Distance is Your Friend
Critical Distance
This is the point where your dog may go from being alert to a trigger to showing barking, lunging or other ‘reactive’ behaviours. It can be a fine line! Your aim is to keep your dog ‘under threshold’ and within their ‘critical distance’ wherever possible.
Distance Is Your Friend
Repeat after us! 📢
If your dog gets worried by other dogs, people, kids on bikes, cats, motorbikes, trucks (whatever the trigger), and they stare, bark, lunge, growl or show other distance increasing behaviours, your best course of action at the time is to create distance.
How do you do this?
• Feathering the lead and encouraging your dog to move
• Move into your dog’s peripheral to get their attention
• Gentle pressure on your dog’s lead
• Move your feet
• Look in the direction you want to go
• Find it game (toss treats away from the trigger)
There isn’t time to train if you dog is over threshold. They won’t be able to learn. So, create distance or wait it out until the trigger moves away.
Risk Assessment
Learn to do a risk assessment for your dog when out and about. This means thinking about what triggers may appear. While this is hard to predict, learn how to use the environment to block your dog’s vision such as hedges, trees and parked cars.
Over time, you will also learn how to maintain the right distance for your dog to keep them calm and relaxed.
It Can Change 😔
The tricky thing for pet parents is that your dog’s critical distance can change on any given day. Many factors can affect this – e.g., weather, if your dog is feeling unwell, trigger stacking and more.
Don’t beat yourself up if you do misread your dog. Over time you will get better and better at learning how your dog can cope in different situations.
Please don’t punish your dog for reacting. This will only create a negative association with the trigger, make you seem scary and unpredictable and may cause your dog’s reaction to escalate in the future.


■ **Description of the task**
Return exactly the lines of the records below, starting at the line that contains "This screenshot has width=446, height=214." and ending at the line that contains "This screenshot has width=1271, height=571.", with both of those lines kept.

■ **Record excerpts**
= = =

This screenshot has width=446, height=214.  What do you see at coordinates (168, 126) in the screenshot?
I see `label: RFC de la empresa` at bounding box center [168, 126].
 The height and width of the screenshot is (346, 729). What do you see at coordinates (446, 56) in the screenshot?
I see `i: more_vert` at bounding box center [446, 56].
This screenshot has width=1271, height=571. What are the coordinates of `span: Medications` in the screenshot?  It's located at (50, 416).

= = =

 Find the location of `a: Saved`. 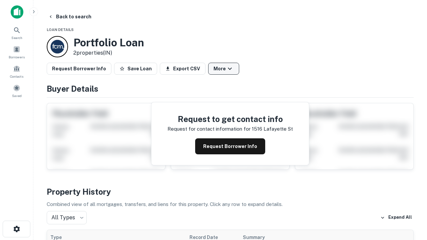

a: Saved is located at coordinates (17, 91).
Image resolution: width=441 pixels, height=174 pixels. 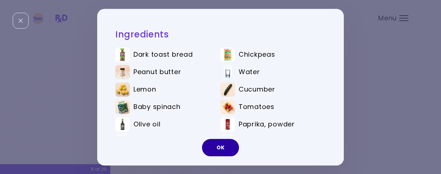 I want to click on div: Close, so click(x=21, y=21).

= = =

■ **Task solution**
This screenshot has width=446, height=214.  What do you see at coordinates (168, 126) in the screenshot?
I see `label: RFC de la empresa` at bounding box center [168, 126].
 The height and width of the screenshot is (346, 729). What do you see at coordinates (446, 56) in the screenshot?
I see `i: more_vert` at bounding box center [446, 56].
This screenshot has width=1271, height=571. What are the coordinates of `span: Medications` in the screenshot?  It's located at (50, 416).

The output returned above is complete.